Google Buys Mobile-Social Site Zingku


Google Operating System reports (and confirms) that Google has acquired a mobile service called Zingku, which had been in private beta. Around since 2005, the service uses text messaging and picture messaging to provide a platform for (what appears to be) entertainment and events-related communication but also has commercial potential. Zingku also integrates the desktop with mobile. Below are some excerpts from copy on the company’s website:

Our service is designed from the mobile phone, outward, allowing you to create and exchange things of interest ranging from invitations to “mobile flyers” with friends in a trusted manner. On the mobile phone, Zingku uses standard text messaging and picture messaging features that come with every phone. On the web, our service uses your standard web browser and instant messenger. There is nothing to install.

With Zingku, things you wish to promote or share can easily be created and fetched via mobile, instant messenger, and web browser. Our service integrates your mobile phone with a personalized web site so that you can easily move (zing) things back and forth between the web and and your mobile as well as powerfully connect with friends and optionally their friends.

And regarding commercial application of the service:

Zingku services are also being made available to “merchants” who wish to reach an audience. Merchants create “mobile flyers” and then publish/email a “zing-code” to their customers who opt to pull the flyer to their mobile phone. The customer can then zing it to those friends who they think may be interested. Our mobile flyers are interactive, can take a recipient through a mobile text and picture messaging journey. As such, 18 – 28 year olds, who have tuned out of email and are tuned in into their mobile, respond far more actively than traditional marketing media.

It’s quite polite, and quite effective. Our view of a “merchant” is anyone who has something to promote, whether it be a retailer, a theater promoting a production, a band who has just produced a new EP, a humorist producing snack-size entertainment, or an event organizer of any kind! We are currently working with a range of merchants who are excited by the prospect of connecting with their audience/customers within this new medium.

Because only a few people have used the service to date, everything is speculation in terms of how Google might integrate this service into other mobile initiatives. Dodgeball, one of the first mobile-social services and acquired by Google in 2005, has so far not yielded much. In fact, Dodgeball Founders Crowley & Rainert Quit Google In Frustration covers how the main people behind Dodgeball left Google back in April over product development issues. Zingku would appear to supersede it in a way.

As Google Operating System also points out, the unified telephony/messaging startup more recently acquired by Google, GrandCentral, also can extend into mobile.

There are a few things interesting to me here.

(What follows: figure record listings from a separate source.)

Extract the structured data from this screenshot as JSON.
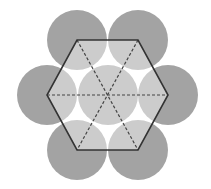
{
  "diagram": {
    "colors": {
      "background": "#ffffff",
      "outer_fill": "#a3a3a3",
      "inner_fill": "#cccccc",
      "hexagon_stroke": "#333333",
      "dashed_stroke": "#444444"
    },
    "circle_radius": 30,
    "center": {
      "x": 108,
      "y": 95
    },
    "circles": [
      {
        "id": "top-left",
        "cx": 77,
        "cy": 40
      },
      {
        "id": "top-right",
        "cx": 138,
        "cy": 40
      },
      {
        "id": "right",
        "cx": 168,
        "cy": 95
      },
      {
        "id": "bottom-right",
        "cx": 138,
        "cy": 150
      },
      {
        "id": "bottom-left",
        "cx": 77,
        "cy": 150
      },
      {
        "id": "left",
        "cx": 47,
        "cy": 95
      },
      {
        "id": "center",
        "cx": 108,
        "cy": 95
      }
    ],
    "hexagon_vertices": [
      [
        77,
        40
      ],
      [
        138,
        40
      ],
      [
        168,
        95
      ],
      [
        138,
        150
      ],
      [
        77,
        150
      ],
      [
        47,
        95
      ]
    ],
    "dashed_diagonals": [
      [
        [
          47,
          95
        ],
        [
          168,
          95
        ]
      ],
      [
        [
          77,
          40
        ],
        [
          138,
          150
        ]
      ],
      [
        [
          138,
          40
        ],
        [
          77,
          150
        ]
      ]
    ]
  }
}
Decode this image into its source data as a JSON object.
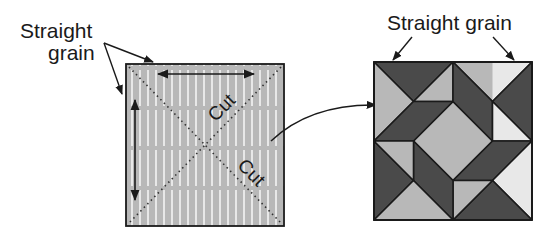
{
  "left_panel": {
    "label_line1": "Straight",
    "label_line2": "grain",
    "cut_label_upper": "Cut",
    "cut_label_lower": "Cut",
    "square": {
      "x": 126,
      "y": 64,
      "size": 158
    },
    "fabric": "light striped"
  },
  "right_panel": {
    "label": "Straight grain",
    "block": {
      "x": 374,
      "y": 62,
      "size": 158,
      "grid_units": 4
    },
    "fabrics": {
      "light": "light striped",
      "dark": "dark floral"
    }
  },
  "colors": {
    "light_fabric": "#b8b8b8",
    "light_stripe": "#e6e6e6",
    "dark_fabric": "#4a4a4a",
    "flower": "#b0b0b0",
    "outline": "#1a1a1a",
    "background": "#ffffff"
  }
}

One is the desktop and IM integration, which is important and will be a feature of more and more mobile offerings. (AOL is making a big push to integrate the desktop with mobile.) Also, Google is one of the few companies that can instantly monetize a service like this with contextual advertising (AdSense for Mobile). It’s likely, however, that Google will seek to build usage and observe that usage for some time before doing so.

Text messaging is where the volume of data users is right now and it’s not really being used as an ad medium by many. Companies such as 4Info , the newer MoVoxx, and 118118 in the UK are actively monetizing text messaging with ads. But most advertisers and ad network providers are looking “beyond” text to WAP, where the environment is considerably richer though far less developed in terms of adoption.

When I saw Zingku, the thing that first popped into my head was a mobile version of Craigslist (on the commercial side), although I’m sure that’s not exactly right or how it will play out. As with many Google acquisitions, I’m sure the company saw potential to use the service in a variety of ways on both the consumer and advertiser sides.

What may also happen is that Google may just take the capabilities, get rid of the Zingku brand (since nobody knows it), and fold everything into an uber Google text platform and suite of services that integrates aspects of Dodgeball, Google Maps, etc. There’s also considerable potential to integrate this with the newly redesigned Orkut (which should probably be renamed) and differentiate that service from other social networks. However, MySpace and Facebook are actively involved in “mobilizing” their networks.

Terms of the acquisition were not disclosed (but the money can’t be much, given the pre-launch status of the services), and Zingku is only available in the U.S. currently. However, Google will expand the platform or integrated capabilities globally over time.

Clearly Google can do a number of things with Zingku. The questions are: precisely what and how soon? Though I hate to use the term, “mobile social networking” will be a large segment (probably focused on text in the near term, eventually to be multi-modal) and there will be something of a race to gain widespread usage. Twitter, which formerly had so much buzz, seems to be cooling off.

If you want more discussion, there’s quite a bit at Techmeme here.



Greg Sterling is a Contributing Editor at Search Engine Land, and writes a personal blog Screenwerk, examining the broader world of media and advertising. He also posts at a Local Mobile Search, which is focused on the mobile Internet.